评分这本书的叙事节奏实在让人捉摸不透,仿佛作者故意要考验读者的耐心。开篇的铺陈冗长得有些令人发指,每一个场景的描绘都像是被硬生生地拉长了数倍,细节堆砌得让人喘不过气来。我承认,有些场景的意境营造是颇为独特的,那种迷蒙的、带着旧日回响的氛围感确实能让人暂时沉浸其中,但这种“美”付出的代价是情节推进的停滞。

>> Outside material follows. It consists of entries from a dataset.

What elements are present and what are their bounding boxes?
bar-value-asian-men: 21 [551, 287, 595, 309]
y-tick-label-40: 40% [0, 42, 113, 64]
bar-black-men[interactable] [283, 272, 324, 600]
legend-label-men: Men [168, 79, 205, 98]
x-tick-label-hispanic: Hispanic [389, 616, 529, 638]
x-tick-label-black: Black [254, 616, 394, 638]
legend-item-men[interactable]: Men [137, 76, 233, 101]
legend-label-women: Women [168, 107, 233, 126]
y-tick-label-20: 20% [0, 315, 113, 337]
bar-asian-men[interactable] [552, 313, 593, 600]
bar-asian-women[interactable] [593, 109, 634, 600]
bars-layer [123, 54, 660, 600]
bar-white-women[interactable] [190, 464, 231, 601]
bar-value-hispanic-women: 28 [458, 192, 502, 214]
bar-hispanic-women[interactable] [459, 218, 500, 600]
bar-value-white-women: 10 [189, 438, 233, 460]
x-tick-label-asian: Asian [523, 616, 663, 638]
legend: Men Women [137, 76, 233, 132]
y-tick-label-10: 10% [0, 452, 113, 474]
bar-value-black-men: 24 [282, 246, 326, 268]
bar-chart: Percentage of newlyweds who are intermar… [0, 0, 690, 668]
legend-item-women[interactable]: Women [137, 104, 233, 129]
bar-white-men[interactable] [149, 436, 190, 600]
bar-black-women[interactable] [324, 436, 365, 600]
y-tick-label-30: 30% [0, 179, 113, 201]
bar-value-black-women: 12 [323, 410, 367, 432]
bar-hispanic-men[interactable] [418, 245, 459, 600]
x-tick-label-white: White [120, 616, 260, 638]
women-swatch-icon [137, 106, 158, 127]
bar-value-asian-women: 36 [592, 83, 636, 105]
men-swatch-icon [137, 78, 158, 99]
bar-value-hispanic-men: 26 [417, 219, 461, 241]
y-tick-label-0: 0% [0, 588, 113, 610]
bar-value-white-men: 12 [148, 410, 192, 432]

人物的行动逻辑也时常令人费解,他们似乎总是在做一些与当前处境格格不入的选择,让人忍不住想撕开纸页,直接询问作者这背后的深意究竟是什么。更不用提那些看似深奥实则空洞的内心独白,它们占据了大量的篇幅,却鲜少能真正触及人物的灵魂深处,更像是作者在进行一场自我意识的冗长宣告。读到中段,我几乎要放弃,直到某个突如其来的转折才勉强将我拉回。然而,即便是这个转折,处理得也显得仓促而生硬,缺乏足够的铺垫和合理的逻辑支撑,仿佛是为了制造戏剧性而强行插入的道具。整本书的阅读体验像是在一片浓雾中跋涉,偶尔能瞥见远处的灯火,但很快又被更深的迷惘所吞噬,让人感到一种智力上的挫败感。

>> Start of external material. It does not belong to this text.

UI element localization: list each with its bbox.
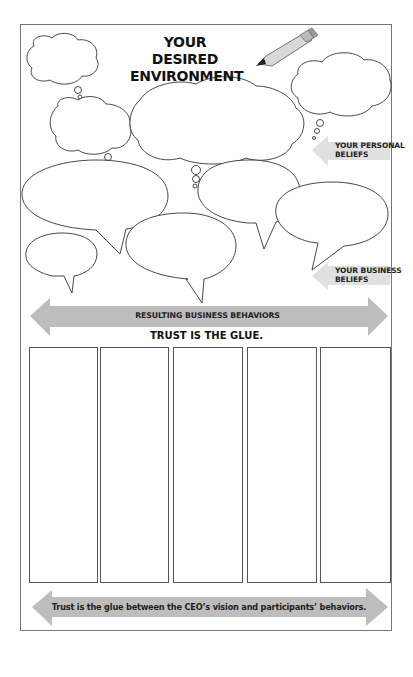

评分这本书的语言风格与其说是在写作,不如说是在进行一场华丽的辞藻堆砌表演。我必须承认,某些段落的句子结构复杂到令人赞叹,仿佛每一个词语都被精心挑选、打磨,然后以一种近乎巴洛克式的繁复排列组合呈现在读者面前。但这过度的雕琢,反而使得情感的表达变得疏离和矫饰。角色的情感张力被那些过于精美的比喻和排比句稀释了,那些本该直击人心的悲欢离合,读起来却像是隔着一层厚厚的玻璃在欣赏一幅过度曝光的油画。尤其是在描写情绪波动时,作者似乎更热衷于使用罕见或生僻的词汇,这让阅读过程需要频繁停下来查阅,极大地破坏了沉浸感。我更倾向于那种朴素却有力的文字,能够直接穿透表象直达内核,而非这种故作高深的、需要读者付出额外解读努力才能勉强理解的语态。这种阅读体验让人感觉自己像是一个笨拙的解码员,而不是一个享受故事的听众。作者的文字功力毋庸置疑,但其选择的表达方式,无疑是为故事本身设置了一道不必要的、令人疲惫的门槛。
评分从结构上看,这部作品的野心是显而易见的,它试图在现实、梦境与历史的碎片之间建立某种宏大的联系。然而,这种野心最终导致了叙事视角的失控。我们不断地在不同的时间线和不同的叙述者之间跳跃,这种切换往往缺乏清晰的标记或有效的过渡,使得读者常常在“我”是谁、“现在”是何时何地中迷失方向。我花了好大力气才勉强跟上主要人物的脉络,但故事的支线人物则如同流星般闪过,他们被匆匆引入,又在读者尚未对其产生任何情感连接时便被无情地抛弃。这种碎片化的处理方式,如果运用得当,可以营造出破碎而真实的现代感;但在这里,它更像是一种叙事上的偷懒,或者说,是对复杂情节的无力掌控。结果是,故事的各个部分像是散落的宝石,虽然单独看可能光彩夺目,但缺乏一条坚固的线索将它们串联起来,最终呈现给读者的,是一种拼凑感而非整体的震撼力。我期待的是一条清晰的主线能够统摄全局,而不是被无数条细微、最终又不了了之的线索所困扰。